MoVRI 2.0 – Extending The Museum of Virtual Reality Illusions

Ansprechpersonen Martin Feick & André Zenner
Arbeitsgruppe/Organisation/Firma UMTL
Medienprojektgruppengröße 3-4

Short Description

Note: While this text is written in English, the working language in the project can be German or English.

The goal of this project is to extend the existing virtual museum - the MoVRI (The Museum of Virtual Reality Illusions). In contrast to a physical museum, the MoVRI is not a real-world building, but an interactive virtual reality (VR) application. Moreover, the museum does not exhibit pieces of art, but famous “pieces” of scientific VR research: a collection of VR illusion techniques.

MoVRI video: https://youtu.be/sASIswQuP7U?si=JwLmwPtStCC6kutO


Tasks:

The goal of VR systems in general is to simulate artificial realities for training, education, entertainment, or other purposes. However, a range of different challenges makes implementing VR applications difficult - for example, the tracking space in which the user can move around in the real world might be limited, users might reach out to touch virtual objects but only find thin air, or properties of virtual objects interacted with could not be perceived (e.g. objects might feel weight-less).

To solve these (and several other challenges), VR researchers have come up with VR illusion techniques that play with the user’s perception, often without users even noticing it. Examples of such VR illusion techniques (for the above mentioned problems) are the techniques of Redirected WalkingChange Blindness RedirectionRedirected TouchingHaptic Retargeting, Hand Redirection, or Pseudo-Haptic Feedback.

While all these techniques have been documented and published in research papers, it is often difficult and cumbersome for people new to VR to understand and imagine how the techniques work and what the effects feel like in VR. MoVRI offers an easy way to try out famous VR illusion techniques, but to this day suffers from scalability issues that limits its public use.

The goal of the project is to overcome these issues by moving MoVRI into a click & play application. The final VR application must be suitable for demos such as for example at the open house day of the university.
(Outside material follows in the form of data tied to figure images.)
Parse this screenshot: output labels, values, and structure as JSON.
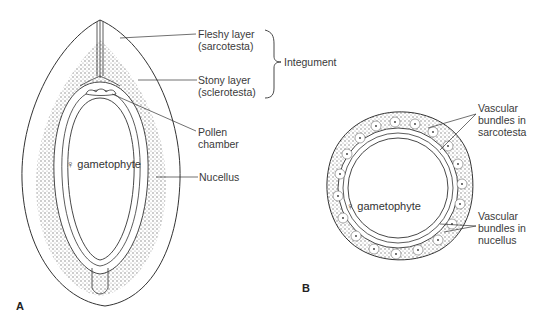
{
  "figure": {
    "panels": [
      {
        "id": "A",
        "label": "A",
        "view": "longitudinal section of ovule"
      },
      {
        "id": "B",
        "label": "B",
        "view": "transverse section of ovule"
      }
    ]
  },
  "panel_a": {
    "center_label": "♀ gametophyte",
    "callouts": [
      {
        "line1": "Fleshy layer",
        "line2": "(sarcotesta)"
      },
      {
        "line1": "Stony layer",
        "line2": "(sclerotesta)"
      },
      {
        "line1": "Pollen",
        "line2": "chamber"
      },
      {
        "line1": "Nucellus",
        "line2": ""
      }
    ],
    "bracket_label": "Integument"
  },
  "panel_b": {
    "center_label": "♀ gametophyte",
    "callouts": [
      {
        "line1": "Vascular",
        "line2": "bundles in",
        "line3": "sarcotesta"
      },
      {
        "line1": "Vascular",
        "line2": "bundles in",
        "line3": "nucellus"
      }
    ]
  },
  "colors": {
    "line": "#333333",
    "stipple": "#8a8a8a",
    "background": "#ffffff"
  }
}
The goal of this project is to 

  1. Understand the MoVRI system and a set of relevant VR illusion techniques that are currently implemented in the museum (the supervisors can provide the project team with the corresponding research papers describing the techniques and further links).
  2. Identify current bottlenecks and pain points of MoVRI that prevent its adoption (e.g., complexity of calibration, need for additional hardware, use of outdated HMDs or poor documentation). This may be done with a usability test -> derive user requirements.
  3. Implement the user requirements into MoVRI. The application should be keep its modularity, so that new VR illusion techniques could easily be added to the museum.
  4. Test and Refine the MoVRI application for demonstrations so that it works reliably and is easy to use also for users that are not experienced with VR! Valdiate this through a small usability study.